Ruby Native is here
Ship your Rails app to the App Store without opening Xcode. $100 off through May 18.
You have a Rails app. Customers keep asking for a mobile app. You start looking at options.
Rewriting in Swift and Kotlin means two new codebases your team doesn’t know. Hiring an agency means $80k, six months, and an app that drifts out of sync every sprint. WebView wrappers feel like a chrome-less browser, and review rejects them without native components. React Native and Flutter add a third codebase in a third language that still doesn’t talk to your Rails backend natively.
You’re a Rails developer. Your team ships web features in days. Why does mobile take a year?
Hotwire Native is the closest anyone has gotten. It wraps your Rails views in a native shell, with native navigation and transitions between screens. I wrote the book on it. But it solves the rendering problem, not the shipping problem. You still have to open Xcode and Android Studio. You still have to learn enough Swift and Kotlin to be dangerous. And you still have to figure out everything that happens between “it runs on my simulator” and “it’s in the App Store.”
“But AI can write Swift now.” Sure. Claude will happily generate a UIKit view controller. It will not generate your Apple Developer account, your provisioning profile, your TestFlight build, or your review submission.

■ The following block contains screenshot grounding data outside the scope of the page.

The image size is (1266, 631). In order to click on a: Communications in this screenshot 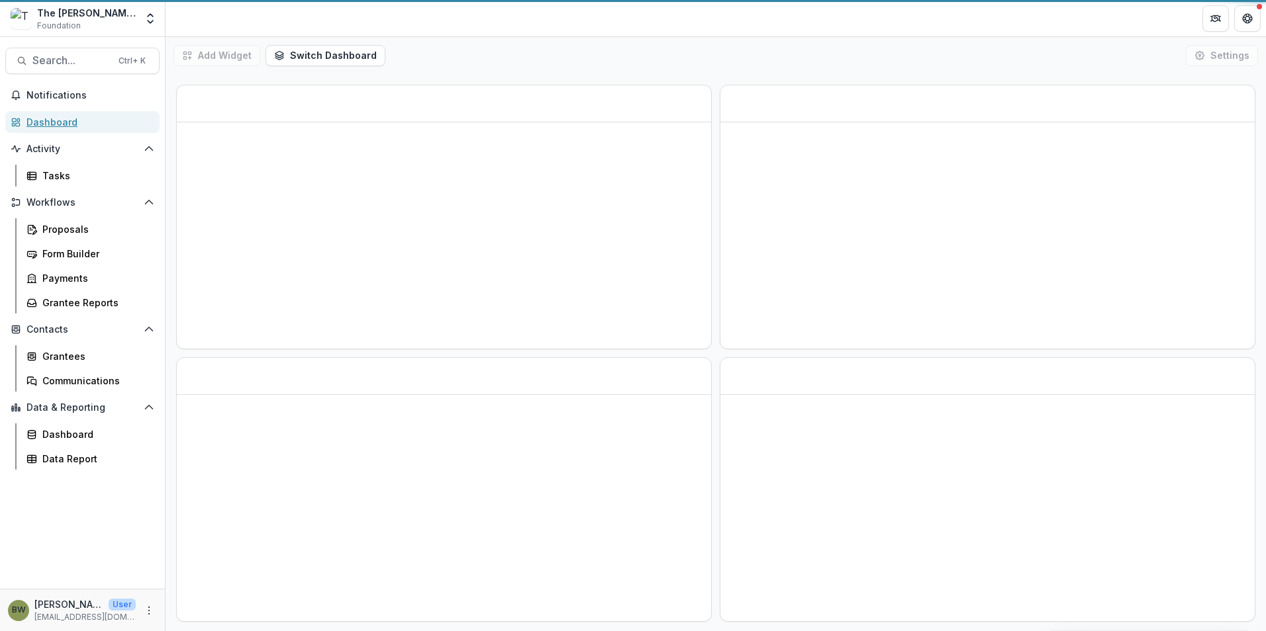, I will do `click(90, 381)`.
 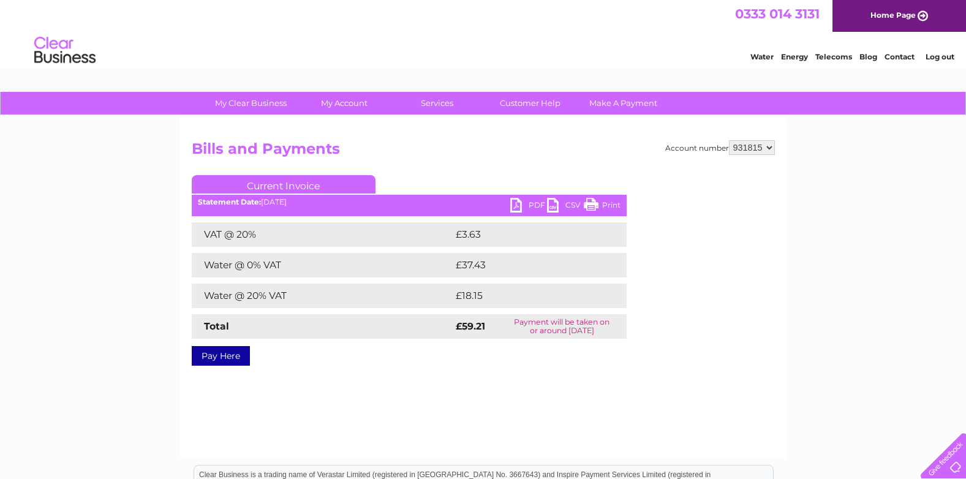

And every time you ship a feature on the web, AI gets to write it three more times: once in Swift, once in Kotlin, once to keep the API in sync. A webview-based app gets all of that for free.
The code was never the hard part.
Whether you go fully native, hire it out, or use Hotwire Native, you still need Xcode and Android Studio. Apple Developer and Google Play accounts. Signing certs and provisioning profiles. A mobile CI pipeline. App Store Connect setup, TestFlight, beta groups. Swift and Kotlin bridge components. In-app purchases wired to your backend. Fresh screenshots, metadata, and review notes every release.
That’s the wall. It’s not the rendering, it’s the shipping.
Ruby Native is the layer that handles everything else. You add a gem to your Rails app, configure it with a YAML file, and run bundle exec ruby_native deploy. We build, sign, and ship the binary to TestFlight or the App Store. Native tabs, navigation, in-app purchases, and push notifications are all driven from your Rails views with a few helper tags.
Beervana is live on the App Store right now, and I never opened Xcode to ship it.
Today Ruby Native ships iOS apps. Android is in active development and coming next.
If you have a Rails app and customers asking for mobile then this is for you. Plans start at $299/year.
Use code LAUNCH100 for $100 off your first year. Expires in two weeks (May 18).